In the case of non-invasive infections, appropriate material should be collected according to the location of the infection. The collected materials should be used for microscope slides stained with the Gram method and methylene blue according to Loefler. N. meningitidis grows better on solid than liquid media. It is used for the final identification of the bacteria biochemical tests. Among the non-breeding techniques, they are commonly used, they are convenient to use due to the possibility of obtaining the result in a very short time, latex tests. They can detect pathogenic microorganisms even after antimicrobial treatment, when the culture results are already negative, because they detect enveloped antigens also from damaged and killed bacteria.

WARNING! However, it should be emphasized that the manufacturers of latex tests themselves emphasize that they are only a preliminary and auxiliary stage of identification, and their results must be absolutely confirmed by other methods.

The meningococcal serogroups can be defined by slide agglutination using a set of specific sera, but this test is generally only performed by reference laboratories. Full serological typing also includes the identification of the serotype, serological subtype and possibly immunotype. The most common is ELISA methodusing the whole cell ELISA (WCE) antigen, although immunoblotting is also used.

Diagnostic methods in which they are used are increasingly used molecular biology methods. They are used in the study of virtually any material collected from the patient. The most common is polymerase chain reaction – PCR (polymerase chain reaction), which allows to detect DNA specific for a specific bacterial species, as well as serological group in the material collected from the patient. The PCR technique can also be used to determine the infectious agent in postmortem material.

Methods of typing isolates

In the epidemiological investigation, typing of isolates is performed.
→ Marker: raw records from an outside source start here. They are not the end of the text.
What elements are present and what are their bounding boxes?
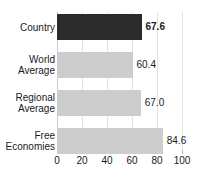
category-label: Country: [0, 22, 55, 33]
category-label: WorldAverage: [0, 54, 55, 76]
bar-value-label: 67.6: [146, 21, 165, 32]
category-label: FreeEconomies: [0, 130, 55, 152]
bar-value-label: 60.4: [137, 59, 156, 70]
bar-row: WorldAverage60.4: [0, 52, 202, 78]
bar-row: Country67.6: [0, 14, 202, 40]
category-label-line1: Regional: [16, 92, 55, 103]
bar-row: RegionalAverage67.0: [0, 90, 202, 116]
bar-world-average: [57, 52, 133, 78]
category-label-line1: Free: [34, 130, 55, 141]
bar-value-label: 84.6: [167, 135, 186, 146]
bar-free-economies: [57, 128, 163, 154]
bar-chart: 020406080100 Country67.6WorldAverage60.4…: [0, 0, 202, 182]
category-label-line1: World: [29, 54, 55, 65]
category-label-line2: Economies: [0, 141, 55, 152]
category-label: RegionalAverage: [0, 92, 55, 114]
bar-row: FreeEconomies84.6: [0, 128, 202, 154]
bar-value-label: 67.0: [145, 97, 164, 108]
bar-regional-average: [57, 90, 141, 116]
category-label-line2: Average: [0, 65, 55, 76]
bar-country: [57, 14, 142, 40]
category-label-line2: Average: [0, 103, 55, 114]
x-axis-tick-label: 100: [167, 155, 197, 166]
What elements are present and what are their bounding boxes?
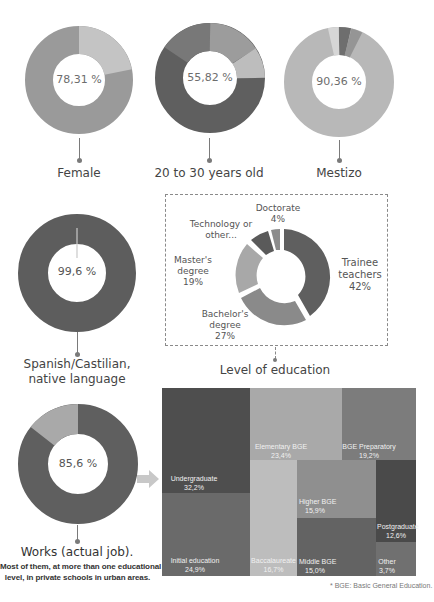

The typing methods used should answer the question of whether isolates causing infections are the same or different (local epidemiology) and whether isolates responsible for local infections are related to isolates causing infections in a given area at another time or in other parts of the world (long-term epidemiology and global).

Until recently, the study of the relationship of strains involved the study of restriction fragments lenght polymorphism (RFLP) of genomic DNA separated by electrophoresis in a pulsed-field gel electrophoresis (PFGE) and the analysis of polymorphism of the polymerase chain reaction products using primers with arbitrarily selected DNA sequence (randomly amplified polymorphic DNA – RAPD).

Currently, it is increasingly used for typing N. meningitidis isolates sequencing techniques. Their result is reproducible, comparable between different laboratories, does not depend on the method of performing the experiment and the interpretation of the person who conducts it, and all isolates containing a given gene are typical. Another very important and invaluable benefit of sequencing techniques is their applicability to meningococcal DNA sequencing directly in a clinical specimen collected from a patient with suspected meningococcal meningitis, in the absence of culture or its negative result.

It is commonly used in typing isolates of N. meningitidis MLST technique (multilocus sequence typing) and more and more often sequencing of various coding genes, incl. outer membrane proteins: porA and fetA. In the MLST technique, internal fragments of genes encoding proteins of basic metabolism (so-called housekeeping genes) are sequenced. The different nucleotide sequences of a particular loci are referred to as different alleles. Based on the allelic profile of all 7 analyzed loci, the so-called sequence type (ST).